Japan Press Weekly
[Advanced search]
 
 
HOME
Past issues
Special issues
Books
Fact Box
Feature Articles
Mail to editor
Link
Mail magazine
 
   
 
HOME  > Past issues  > 2013 September 25 - October 1  > 5,000 voices opposing consumption tax hike resound through Tokyo
> List of Past issues
Bookmark and Share
2013 September 25 - October 1 [POLITICS]

5,000 voices opposing consumption tax hike resound through Tokyo

September 28, 2013
More than 5,000 citizens massed in a rally held at Tokyo’s Hibiya Amphitheater on September 27, calling for the cancellation of the government plan to increase the consumption tax rate next April.

Consumers and small business owners spoke in turn against the heavier tax burden at the rally followed by a big demonstration march through the Ginza, a well-known Tokyo shopping district.

Japanese Communist Party Secretariat Head Ichida Tadayoshi also spoke on behalf of the party in solidarity with all the participants.

He said that the average annual income of workers decreased by 700,000 yen from its peak in 1997 and that their monthly salaries marked a 14-month consecutive drop below the previous year level.

On the other hand, prices are going up, he pointed out and many small- and medium-sized enterprises amid the prolonged recession and the weak yen are incapable of shifting both the consumption tax and the price rise of raw materials onto their sales price.

Ichida stated that the Japanese economy no longer has enough strength to endure such an excessive tax burden, which no one has experienced before, with an 8% increase (8 trillion yen) or a 10% increase (13.5 trillion yen) in the consumption tax.

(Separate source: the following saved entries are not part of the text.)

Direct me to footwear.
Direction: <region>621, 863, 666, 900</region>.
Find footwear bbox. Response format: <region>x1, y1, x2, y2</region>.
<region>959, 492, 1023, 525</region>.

A higher consumption tax rate will throw the country’s economy into despair, the JCP spokesperson said and this was already witnessed when the consumption tax rate went up from 3% to 5% in 1997.

In fear of a possible economic setback, the Abe government will implement an economic stimulus package of six-trillion yen in exchange for the plan to raise the consumption tax rate.

Ichida said that it is absolutely ridiculous to introduce a higher consumption tax rate when it will no doubt depress the economy and to earmark the revenue from that tax to supposedly boost the economy.

The six-trillion yen economic stimulus will be used mostly in tax breaks for large corporations and for unneeded large public works projects. The government is considering abolishing the so-called reconstruction tax being imposed on corporations in order to secure funds for recovery from the 2011 Great East Japan Disaster while maintaining the increase in income and residential taxes imposed for the same reason onto the general public.

He called on the participants to work together with the JCP to put a stop to be runaway policies of Prime Minister Abe and his government composed of the Liberal Democratic Party and the Komei Party which have learned nothing from the past in regard to the nation’s economy and finances.